PSP police are today analysing CCTV images after two deeply worrying incidents earlier in the week saw agents surrounded and incapable of restoring order.
The issues followed the dramatic deaths of three men, aged between 20-40, on the ‘Segundo Circular’ road in the early hours of last Friday morning.
The trio had been taking part in what newspapers describe as ‘an illegal race’.
The Mercedes they were in is understood to have been travelling at over 250 km/h before it overturned, careered into a concrete post, breached the central reservation and hurtled across the other side of the road, breaking up into pieces.
At the time of the crash the car was being followed by at least three motorcyclists who had filmed it travelling at speeds of around 300 km/h on the Vasco da Gama bridge.
The deaths clearly moved an entire community, which decided to hold an impromptu memorial late on Saturday night at the spot where the men died.
The gathering involved around 150 cars and as many as 500 people – and totally blocked the Segundo Circular.
When police moved in to try and disperse the crowd, people point-blank refused.
The same kind of hostility played out at the funeral on Tuesday.
Motorbike riders without helmets caused pandemonium – even entering the cemetery – revving loudly and racing up and down the rows of plots.
As reports explain, “after the disorder of Sunday, police authorities once again showed themselves to be incapable of restoring order”.
Said Correio da Manhã tabloid: “There are images of agents on their own forced to pull their service weapons to defend themselves”.
By the time reinforcements arrived, in the form of eight truck loads of police, the worst had passed- and the funeral cortège was able to proceed.
But the bottom line is a picture of crumbling ‘law and order’ in a neighbourhood already known for gang-related violence.
Thus, police now are trolling through all the CCTV images they can find in order to identify the troublemakers and start judicial proceedings.
Says CM, the owners of the cars involved in the impromptu memorial have been largely identified through images of the various vehicle licence plates, and a case for compromising road safety and illegal protest is now being drawn up by the Public Ministry.
But the real implications of the last few days are what concerns city police, many of whom have taken independently to the pages of social media “to question the proceedings of the PSP in the way it deals with similar cases”, says CM.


■ How to complete this task ■
A single figure is wanted: the count of lines below containing the string "Neutropenia".

══════════

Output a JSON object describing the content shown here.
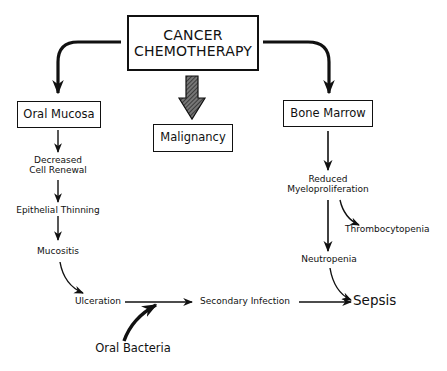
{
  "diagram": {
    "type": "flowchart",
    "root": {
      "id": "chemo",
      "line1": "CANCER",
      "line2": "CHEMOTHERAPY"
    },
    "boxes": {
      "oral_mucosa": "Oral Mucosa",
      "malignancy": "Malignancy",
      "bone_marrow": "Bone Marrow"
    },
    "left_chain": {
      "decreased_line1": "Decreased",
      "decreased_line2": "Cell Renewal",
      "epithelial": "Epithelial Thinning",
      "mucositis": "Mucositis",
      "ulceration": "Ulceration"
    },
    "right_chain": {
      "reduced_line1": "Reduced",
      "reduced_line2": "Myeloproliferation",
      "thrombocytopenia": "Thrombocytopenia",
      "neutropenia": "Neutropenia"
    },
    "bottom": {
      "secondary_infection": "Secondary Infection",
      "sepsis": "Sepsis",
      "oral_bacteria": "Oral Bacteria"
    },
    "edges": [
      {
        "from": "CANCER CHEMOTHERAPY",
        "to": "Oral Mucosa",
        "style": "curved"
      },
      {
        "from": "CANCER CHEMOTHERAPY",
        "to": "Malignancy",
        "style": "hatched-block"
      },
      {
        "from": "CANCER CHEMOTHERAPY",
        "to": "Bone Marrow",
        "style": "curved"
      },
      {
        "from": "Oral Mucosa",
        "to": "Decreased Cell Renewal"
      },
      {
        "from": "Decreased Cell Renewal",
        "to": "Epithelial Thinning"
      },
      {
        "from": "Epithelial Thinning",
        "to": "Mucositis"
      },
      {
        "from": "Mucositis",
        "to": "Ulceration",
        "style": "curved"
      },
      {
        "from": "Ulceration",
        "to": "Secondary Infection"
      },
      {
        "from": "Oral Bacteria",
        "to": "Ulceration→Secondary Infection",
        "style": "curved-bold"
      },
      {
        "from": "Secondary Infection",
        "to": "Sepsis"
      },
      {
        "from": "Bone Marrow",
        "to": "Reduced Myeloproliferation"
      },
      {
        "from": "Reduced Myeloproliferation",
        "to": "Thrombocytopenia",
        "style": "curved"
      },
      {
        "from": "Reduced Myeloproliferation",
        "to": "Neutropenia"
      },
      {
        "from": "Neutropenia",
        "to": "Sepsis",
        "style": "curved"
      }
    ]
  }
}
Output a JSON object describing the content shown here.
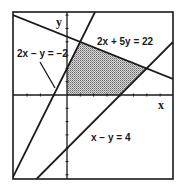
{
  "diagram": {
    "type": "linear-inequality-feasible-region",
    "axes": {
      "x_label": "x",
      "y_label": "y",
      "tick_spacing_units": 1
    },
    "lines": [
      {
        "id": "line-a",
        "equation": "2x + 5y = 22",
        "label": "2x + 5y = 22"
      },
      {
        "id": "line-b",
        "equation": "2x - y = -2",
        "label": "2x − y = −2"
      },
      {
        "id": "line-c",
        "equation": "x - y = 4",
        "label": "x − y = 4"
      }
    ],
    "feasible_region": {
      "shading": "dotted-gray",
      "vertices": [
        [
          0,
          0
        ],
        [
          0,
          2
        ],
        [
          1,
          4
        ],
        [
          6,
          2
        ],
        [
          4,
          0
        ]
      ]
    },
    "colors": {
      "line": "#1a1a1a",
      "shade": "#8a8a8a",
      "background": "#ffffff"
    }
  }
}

══════════

■ Your response ■
3